There dawns the entire soul in that morning; yet we may stop if we choose at the image still external, at the crimson clouds. The imagination is contemplative rather than penetrative. Last, hear Hamlet,—
"Here hung those lips that I have kissed, I know not how oft. Where be your gibes now, your gambols, your songs, your flashes of merriment that were wont to set the table on a roar?"
There is the essence of lip, and the full power of the imagination.
Again, compare Milton's flowers in Lycidas with Perdita's.

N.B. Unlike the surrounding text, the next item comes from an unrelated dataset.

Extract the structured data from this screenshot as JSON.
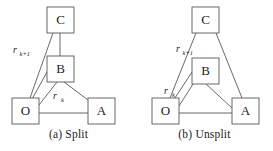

In Milton it happens, I think, generally, and in the case before us most certainly, that the imagination is mixed and broken with fancy, and so the strength of the imagery is part of iron and part of clay.
| "Bring the rathe primrose, that forsaken dies | (Imagination) |
| The tufted crow-toe, and pale jessamine, | (Nugatory) |
| The white pink, and the pansy freaked with jet,— | (Fancy) |
| The glowing violet, | (Imagination) |
| The musk rose, and the well-attired woodbine, | (Fancy, vulgar) |
| With cowslips wan, that hang the pensive head, | (Imagination) |
| And every flower that sad embroidery wears." | (Mixed) |
Then hear Perdita:—
"O, Proserpina,
For the flowers now, that frighted thou let'st fall
From Dis's wagon. Daffodils
That come before the swallow dares, and take
The winds of March with beauty. Violets, dim,
But sweeter than the lids of Juno's eyes
Or Cytherea's breath; pale primroses
That die unmarried, ere they can behold
Bright Phœbus in his strength, a malady
Most incident to maids."
Observe how the imagination in these last lines goes into the very inmost soul of every flower, after having touched them all at first with that heavenly timidness, the shadow of Proserpine's; and gilded them with celestial gathering, and never stops on their spots, or their bodily shape, while Milton sticks in the stains upon them, and puts us off with that unhappy freak of jet in the very flower that without this bit of paper-staining would have been the most precious to us of all. "There is pansies, that's for thoughts."
So I believe it will be found throughout the operation of the fancy, that it has to do with the outsides of things, and is content therewith: [§ 8. Fancy how involved with imagination.]of this there can be no doubt in such passage as that description of Mab, so often given as an illustration of it, and many other instances will be found in Leigh Hunt's work already referred to. Only some embarrassment is caused by passages in which fancy is seizing the outward signs of emotion, understanding them as such, and yet, in pursuance of her proper function, taking for her share, and for that which she chooses to dwell upon, the outside sign rather than the emotion. Note in Macbeth that brilliant instance.